Continuing his research on how to map and study the properties of magnetic fields led Dempsey to work operating the Hubble telescope at the Space Telescope Science Institute in Baltimore, and then to a position at a joint NASA-Max Planck Institute project operating satellites in Munich, Germany — where on one of the last nice fall days in 1991, Dempsey’s life suddenly changed. While biking home from watching a football game, he got in a minor accident. “I didn’t think much of it at the time,” he says, but in the middle of the night, he woke up vomiting and found the right side of his body paralyzed. At the hospital, Dempsey chatted with the doctors and technicians during his CAT scan, amused that the machine relied on the same algorithms he used in his astronomical research. Then he called his mother and was rushed into surgery. 
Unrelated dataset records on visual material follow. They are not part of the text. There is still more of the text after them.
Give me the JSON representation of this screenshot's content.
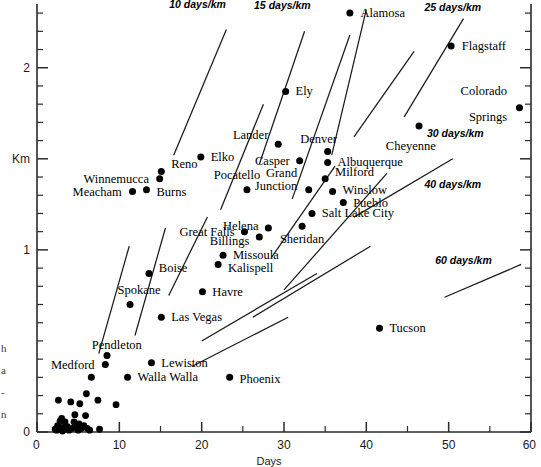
{
  "chart_data": {
    "type": "scatter",
    "title": "",
    "xlabel": "Days",
    "ylabel": "Km",
    "xlim": [
      0,
      60
    ],
    "ylim": [
      0,
      2.35
    ],
    "grid": false,
    "legend": "none",
    "xticks": [
      0,
      10,
      20,
      30,
      40,
      50,
      60
    ],
    "xtick_labels": [
      "0",
      "10",
      "20",
      "30",
      "40",
      "50",
      "60"
    ],
    "xminor_step": 5,
    "yticks": [
      0,
      1,
      2
    ],
    "ytick_labels": [
      "0",
      "1",
      "2"
    ],
    "yminor_step": 0.1,
    "y_axis_caption": "Km",
    "y_axis_caption_value": 1.5,
    "points": [
      {
        "label": "Alamosa",
        "x": 38.0,
        "y": 2.3,
        "lx": 39.3,
        "ly": 2.3,
        "anchor": "start"
      },
      {
        "label": "Flagstaff",
        "x": 50.3,
        "y": 2.12,
        "lx": 51.6,
        "ly": 2.12,
        "anchor": "start"
      },
      {
        "label": "Ely",
        "x": 30.2,
        "y": 1.87,
        "lx": 31.4,
        "ly": 1.87,
        "anchor": "start"
      },
      {
        "label": "Colorado",
        "x": 58.6,
        "y": 1.78,
        "lx": 57.1,
        "ly": 1.87,
        "anchor": "end"
      },
      {
        "label": "Springs",
        "x": null,
        "y": null,
        "lx": 57.1,
        "ly": 1.73,
        "anchor": "end"
      },
      {
        "label": "Cheyenne",
        "x": 46.4,
        "y": 1.68,
        "lx": 45.4,
        "ly": 1.57,
        "anchor": "middle"
      },
      {
        "label": "Lander",
        "x": 29.3,
        "y": 1.58,
        "lx": 28.1,
        "ly": 1.63,
        "anchor": "end"
      },
      {
        "label": "Denver",
        "x": 35.3,
        "y": 1.54,
        "lx": 34.2,
        "ly": 1.61,
        "anchor": "middle"
      },
      {
        "label": "Albuquerque",
        "x": 35.3,
        "y": 1.48,
        "lx": 36.5,
        "ly": 1.48,
        "anchor": "start"
      },
      {
        "label": "Casper",
        "x": 31.9,
        "y": 1.49,
        "lx": 30.7,
        "ly": 1.49,
        "anchor": "end"
      },
      {
        "label": "Elko",
        "x": 19.9,
        "y": 1.51,
        "lx": 21.1,
        "ly": 1.51,
        "anchor": "start"
      },
      {
        "label": "Milford",
        "x": 35.0,
        "y": 1.39,
        "lx": 36.2,
        "ly": 1.43,
        "anchor": "start"
      },
      {
        "label": "Grand",
        "x": 33.0,
        "y": 1.33,
        "lx": 31.6,
        "ly": 1.42,
        "anchor": "end"
      },
      {
        "label": "Junction",
        "x": null,
        "y": null,
        "lx": 31.6,
        "ly": 1.35,
        "anchor": "end"
      },
      {
        "label": "Winslow",
        "x": 35.9,
        "y": 1.32,
        "lx": 37.1,
        "ly": 1.33,
        "anchor": "start"
      },
      {
        "label": "Pueblo",
        "x": 37.2,
        "y": 1.26,
        "lx": 38.4,
        "ly": 1.26,
        "anchor": "start"
      },
      {
        "label": "Pocatello",
        "x": 25.5,
        "y": 1.33,
        "lx": 24.3,
        "ly": 1.41,
        "anchor": "middle"
      },
      {
        "label": "Reno",
        "x": 15.1,
        "y": 1.43,
        "lx": 16.3,
        "ly": 1.47,
        "anchor": "start"
      },
      {
        "label": "Winnemucca",
        "x": 14.9,
        "y": 1.39,
        "lx": 13.6,
        "ly": 1.39,
        "anchor": "end"
      },
      {
        "label": "Burns",
        "x": 13.3,
        "y": 1.33,
        "lx": 14.5,
        "ly": 1.32,
        "anchor": "start"
      },
      {
        "label": "Meacham",
        "x": 11.6,
        "y": 1.32,
        "lx": 10.3,
        "ly": 1.32,
        "anchor": "end"
      },
      {
        "label": "Salt Lake City",
        "x": 33.4,
        "y": 1.2,
        "lx": 34.6,
        "ly": 1.2,
        "anchor": "start"
      },
      {
        "label": "Sheridan",
        "x": 32.2,
        "y": 1.13,
        "lx": 32.2,
        "ly": 1.06,
        "anchor": "middle"
      },
      {
        "label": "Helena",
        "x": 28.1,
        "y": 1.12,
        "lx": 26.9,
        "ly": 1.13,
        "anchor": "end"
      },
      {
        "label": "Great Falls",
        "x": 25.2,
        "y": 1.1,
        "lx": 24.0,
        "ly": 1.1,
        "anchor": "end"
      },
      {
        "label": "Billings",
        "x": 27.0,
        "y": 1.07,
        "lx": 25.8,
        "ly": 1.05,
        "anchor": "end"
      },
      {
        "label": "Missoula",
        "x": 22.6,
        "y": 0.97,
        "lx": 23.8,
        "ly": 0.97,
        "anchor": "start"
      },
      {
        "label": "Kalispell",
        "x": 22.0,
        "y": 0.92,
        "lx": 23.2,
        "ly": 0.9,
        "anchor": "start"
      },
      {
        "label": "Boise",
        "x": 13.6,
        "y": 0.87,
        "lx": 14.8,
        "ly": 0.9,
        "anchor": "start"
      },
      {
        "label": "Havre",
        "x": 20.1,
        "y": 0.77,
        "lx": 21.3,
        "ly": 0.77,
        "anchor": "start"
      },
      {
        "label": "Spokane",
        "x": 11.3,
        "y": 0.7,
        "lx": 12.4,
        "ly": 0.78,
        "anchor": "middle"
      },
      {
        "label": "Las Vegas",
        "x": 15.1,
        "y": 0.63,
        "lx": 16.3,
        "ly": 0.63,
        "anchor": "start"
      },
      {
        "label": "Tucson",
        "x": 41.6,
        "y": 0.57,
        "lx": 42.8,
        "ly": 0.57,
        "anchor": "start"
      },
      {
        "label": "Pendleton",
        "x": 8.5,
        "y": 0.42,
        "lx": 9.7,
        "ly": 0.48,
        "anchor": "middle"
      },
      {
        "label": "Lewiston",
        "x": 13.9,
        "y": 0.38,
        "lx": 15.1,
        "ly": 0.38,
        "anchor": "start"
      },
      {
        "label": "Medford",
        "x": 8.3,
        "y": 0.37,
        "lx": 7.0,
        "ly": 0.37,
        "anchor": "end"
      },
      {
        "label": "Walla Walla",
        "x": 11.0,
        "y": 0.3,
        "lx": 12.2,
        "ly": 0.3,
        "anchor": "start"
      },
      {
        "label": "Phoenix",
        "x": 23.4,
        "y": 0.3,
        "lx": 24.6,
        "ly": 0.29,
        "anchor": "start"
      },
      {
        "label": "",
        "x": 6.6,
        "y": 0.3,
        "lx": null,
        "ly": null,
        "anchor": "start"
      }
    ],
    "cluster_points": [
      {
        "x": 2.6,
        "y": 0.175
      },
      {
        "x": 4.1,
        "y": 0.165
      },
      {
        "x": 6.0,
        "y": 0.21
      },
      {
        "x": 5.2,
        "y": 0.155
      },
      {
        "x": 7.4,
        "y": 0.175
      },
      {
        "x": 9.6,
        "y": 0.15
      },
      {
        "x": 4.6,
        "y": 0.095
      },
      {
        "x": 5.9,
        "y": 0.09
      },
      {
        "x": 3.0,
        "y": 0.075
      },
      {
        "x": 3.4,
        "y": 0.055
      },
      {
        "x": 2.5,
        "y": 0.035
      },
      {
        "x": 2.9,
        "y": 0.025
      },
      {
        "x": 3.3,
        "y": 0.02
      },
      {
        "x": 3.7,
        "y": 0.03
      },
      {
        "x": 2.2,
        "y": 0.015
      },
      {
        "x": 4.3,
        "y": 0.02
      },
      {
        "x": 4.8,
        "y": 0.03
      },
      {
        "x": 5.1,
        "y": 0.045
      },
      {
        "x": 5.4,
        "y": 0.02
      },
      {
        "x": 5.7,
        "y": 0.035
      },
      {
        "x": 6.1,
        "y": 0.02
      },
      {
        "x": 2.8,
        "y": 0.06
      },
      {
        "x": 3.9,
        "y": 0.01
      },
      {
        "x": 4.5,
        "y": 0.055
      },
      {
        "x": 5.0,
        "y": 0.01
      },
      {
        "x": 2.4,
        "y": 0.01
      },
      {
        "x": 6.4,
        "y": 0.01
      },
      {
        "x": 7.6,
        "y": 0.015
      },
      {
        "x": 3.1,
        "y": 0.005
      }
    ],
    "iso_lines": [
      {
        "label": "10 days/km",
        "x1": 16.6,
        "y1": 1.52,
        "x2": 23.0,
        "y2": 2.21,
        "lx": 19.5,
        "ly": 2.33,
        "rot": 0
      },
      {
        "label": "15 days/km",
        "x1": 27.0,
        "y1": 1.47,
        "x2": 32.5,
        "y2": 2.2,
        "lx": 29.8,
        "ly": 2.32,
        "rot": 0
      },
      {
        "label": "25 days/km",
        "x1": 44.6,
        "y1": 1.73,
        "x2": 51.8,
        "y2": 2.27,
        "lx": 50.5,
        "ly": 2.31,
        "rot": 0
      },
      {
        "label": "30 days/km",
        "x1": 38.5,
        "y1": 1.62,
        "x2": 45.8,
        "y2": 2.09,
        "lx": 50.8,
        "ly": 1.62,
        "rot": 0
      },
      {
        "label": "40 days/km",
        "x1": 38.5,
        "y1": 1.18,
        "x2": 50.5,
        "y2": 1.5,
        "lx": 50.5,
        "ly": 1.34,
        "rot": 0
      },
      {
        "label": "60 days/km",
        "x1": 49.5,
        "y1": 0.74,
        "x2": 58.8,
        "y2": 0.92,
        "lx": 51.8,
        "ly": 0.92,
        "rot": 0
      },
      {
        "label": "",
        "x1": 35.8,
        "y1": 1.52,
        "x2": 40.0,
        "y2": 2.32,
        "lx": null,
        "ly": null,
        "rot": 0
      },
      {
        "label": "",
        "x1": 31.0,
        "y1": 1.28,
        "x2": 38.0,
        "y2": 2.18,
        "lx": null,
        "ly": null,
        "rot": 0
      },
      {
        "label": "",
        "x1": 22.3,
        "y1": 1.22,
        "x2": 27.5,
        "y2": 1.8,
        "lx": null,
        "ly": null,
        "rot": 0
      },
      {
        "label": "",
        "x1": 28.5,
        "y1": 0.96,
        "x2": 36.2,
        "y2": 1.46,
        "lx": null,
        "ly": null,
        "rot": 0
      },
      {
        "label": "",
        "x1": 30.0,
        "y1": 0.78,
        "x2": 42.5,
        "y2": 1.42,
        "lx": null,
        "ly": null,
        "rot": 0
      },
      {
        "label": "",
        "x1": 26.2,
        "y1": 0.63,
        "x2": 40.5,
        "y2": 1.02,
        "lx": null,
        "ly": null,
        "rot": 0
      },
      {
        "label": "",
        "x1": 20.0,
        "y1": 0.5,
        "x2": 34.0,
        "y2": 0.87,
        "lx": null,
        "ly": null,
        "rot": 0
      },
      {
        "label": "",
        "x1": 16.0,
        "y1": 0.75,
        "x2": 20.7,
        "y2": 1.18,
        "lx": null,
        "ly": null,
        "rot": 0
      },
      {
        "label": "",
        "x1": 11.9,
        "y1": 0.53,
        "x2": 15.6,
        "y2": 1.12,
        "lx": null,
        "ly": null,
        "rot": 0
      },
      {
        "label": "",
        "x1": 7.5,
        "y1": 0.43,
        "x2": 11.2,
        "y2": 1.02,
        "lx": null,
        "ly": null,
        "rot": 0
      },
      {
        "label": "",
        "x1": 18.8,
        "y1": 0.36,
        "x2": 30.5,
        "y2": 0.63,
        "lx": null,
        "ly": null,
        "rot": 0
      }
    ]
  },
  "edge_fragments": [
    "h",
    "a",
    "-",
    "n"
  ],
  "colors": {
    "background": "#ffffff",
    "axis": "#2b2b2b",
    "point": "#000000",
    "line": "#1a1a1a",
    "text": "#000000"
  }
}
When he woke, Dempsey learned that only one in ten people survive such a brain injury, and those that do often have permanent mental disabilities. The accident was a wake-up call. “I realized while I loved astronomy, I wasn’t really exploring space.” So he blew his life up. “I literally got on a plane and came down to Houston to see if I could apply for a job at NASA. And I got lucky.” He’s been working on the International Space Station Program ever since. 

Big Blue Marble

With the Starliner, Dempsey has the opportunity to help develop what public-private space partnerships look like. He’s worked with Boeing to shape the Starliner’s design, ensuring it met NASA’s requirements. By working on the vessel from its inception, he’s well-placed to understand how the craft will fly. While Boeing finetunes the Starliner’s construction this spring, Dempsey and others at NASA have already begun simulations with the ISS team, writing the procedures they’ll need to use on the consoles, practicing with digital models, and running through the rendezvous and docking process with the ISS. “For all practical purposes,” he says, in these training modules “you can’t tell if it’s the real vehicle or the computer simulations.” Instructors will fail essential computer or power systems, and Dempsey will have to talk the team through how to recover functions.

He compares a flight director’s role to a doctor in an emergency room. “You’ve got to be able to think big picture,” he says. “You have to keep everyone working together and maintain focus.” And perhaps most importantly, you have to keep them calm. The problems the team must manage are often weirder than the ones they anticipate. “Real spacecraft are always more creative with failure,” he says. “We try to plan for every contingency, but that includes knowing there will be some curveballs.” 

Nor is Dempsey the only U-Michigan graduate among the handful of flight directors working on the commercial spacecraft. Dempsey will be joined in Mission Control by fellow alumnus Edward Van Cise (U-M 2000) and two other colleagues. All four will work in shifts to guide the inaugural commercial spacecraft to the ISS. 

If all goes well, NASA plans to start letting tourists travel to the ISS as soon as 2020 — provided they can cover the cost for the $35,000 entry ticket, and whatever the price to get there ends up costing. The agency plans to make one of the spacecraft’s five seats available for commercial customers, and to fly the spacecrafts as often as six times a year. 

Dempsey explains that partnering with commercial companies helps to both spur innovations and lower costs, an important cash infusion as NASA’s budget has dwindled. Eventually NASA plans to open the ISS itself up to commercial business and to build a small station around the moon, called Gateway. And President Trump has expressed interest in sending astronauts back to the moon. “If we’re going to return to the moon and Mars,” Dempsey says, “we need these partnerships.” 

But while spaceflight may be changing, the grit it takes to get one of these missions off the ground hasn’t. “Every day, we’re facing a new challenge,” Dempsey says. That’s why he now tells aspiring astronauts they can always pick up new skills — ”but we’re not looking for the best engineer in the world. We’re looking for a passionate person that is willing to solve problems and figure things out.”